(Saved entries)

§

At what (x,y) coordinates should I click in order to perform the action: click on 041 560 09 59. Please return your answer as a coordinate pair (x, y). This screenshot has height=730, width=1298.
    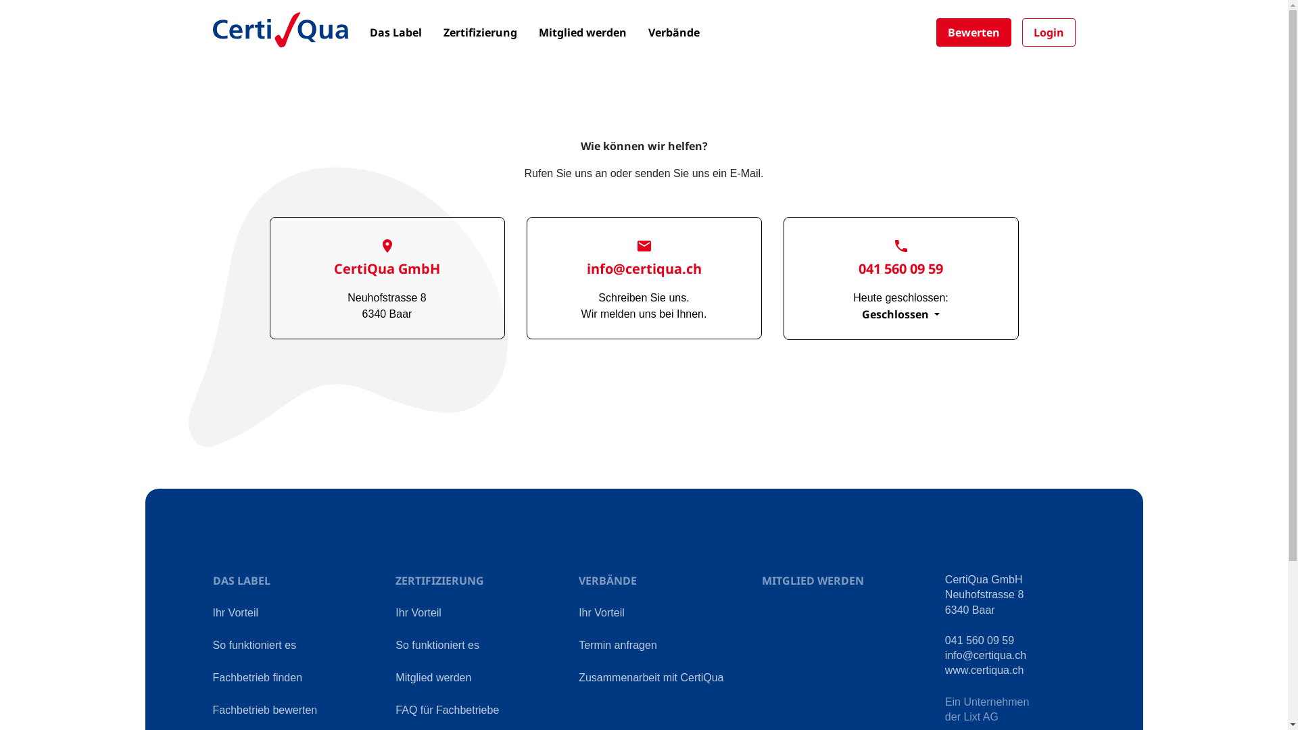
    Looking at the image, I should click on (900, 260).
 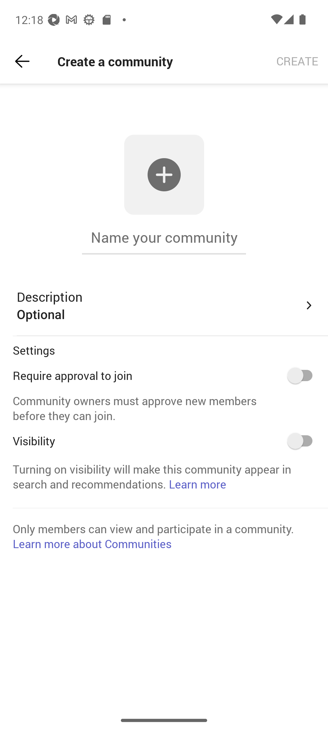 I want to click on Require approval to join, so click(x=303, y=375).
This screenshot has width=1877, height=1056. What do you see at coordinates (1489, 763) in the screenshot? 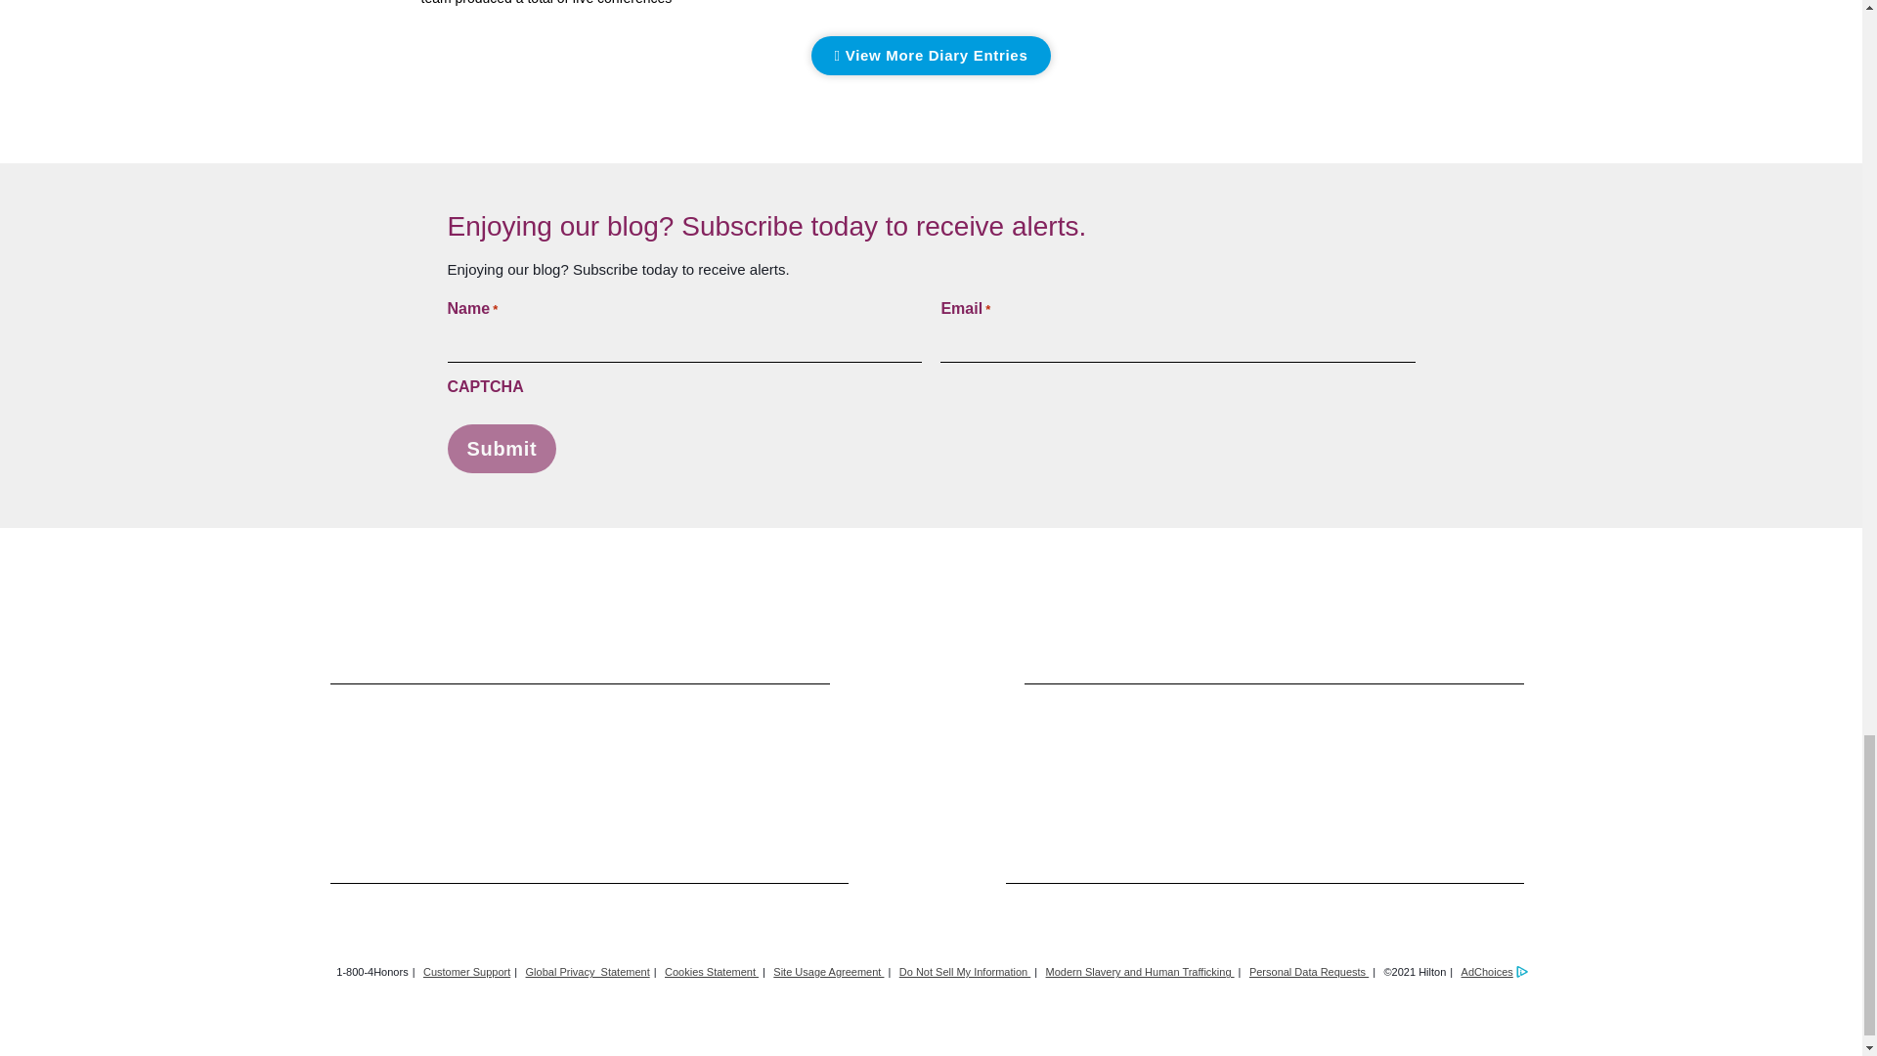
I see `Home2 Suites by Hilton, opens new window` at bounding box center [1489, 763].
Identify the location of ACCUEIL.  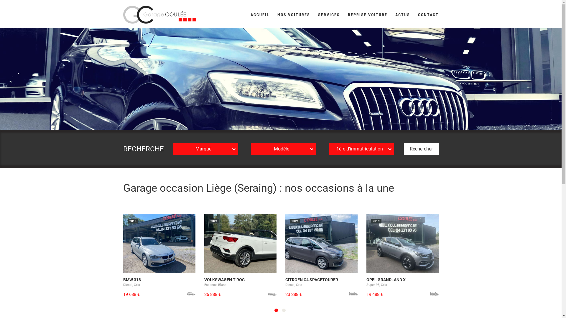
(260, 15).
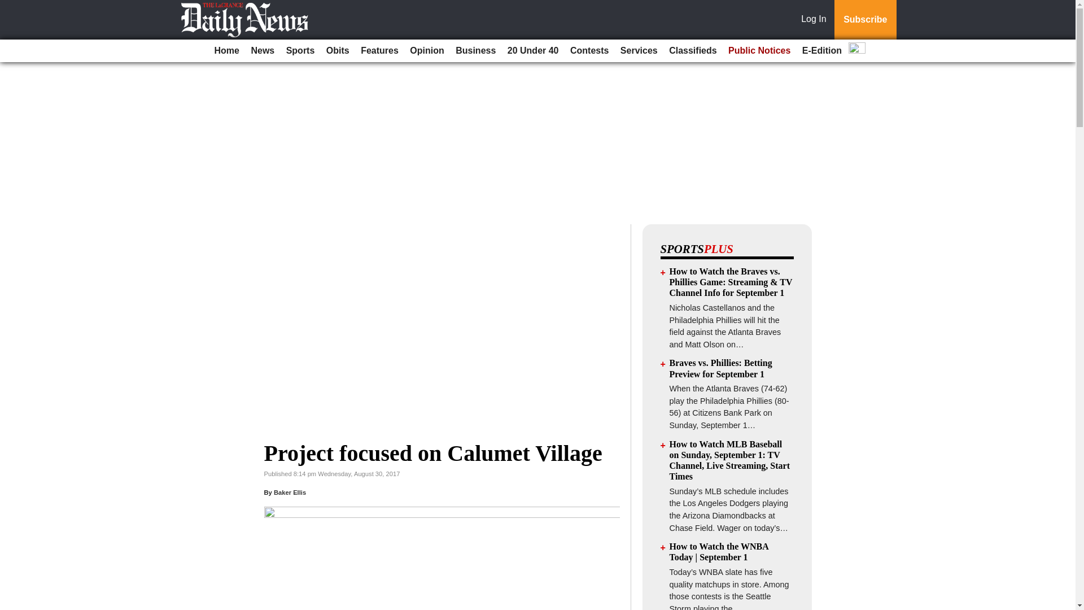  What do you see at coordinates (379, 51) in the screenshot?
I see `Features` at bounding box center [379, 51].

§

• _PROBLEM DETAILS_: Make an exact copy of the records shown above, without the pictures.

• _RESPONSE FOR THIS EXERCISE_:
At what (x,y) coordinates should I click in order to perform the action: click on 041 560 09 59. Please return your answer as a coordinate pair (x, y). This screenshot has height=730, width=1298.
    Looking at the image, I should click on (900, 260).
  I want to click on Require approval to join, so click(x=303, y=375).
This screenshot has width=1877, height=1056. What do you see at coordinates (1489, 763) in the screenshot? 
I see `Home2 Suites by Hilton, opens new window` at bounding box center [1489, 763].
Identify the location of ACCUEIL.  
(260, 15).
  What do you see at coordinates (379, 51) in the screenshot?
I see `Features` at bounding box center [379, 51].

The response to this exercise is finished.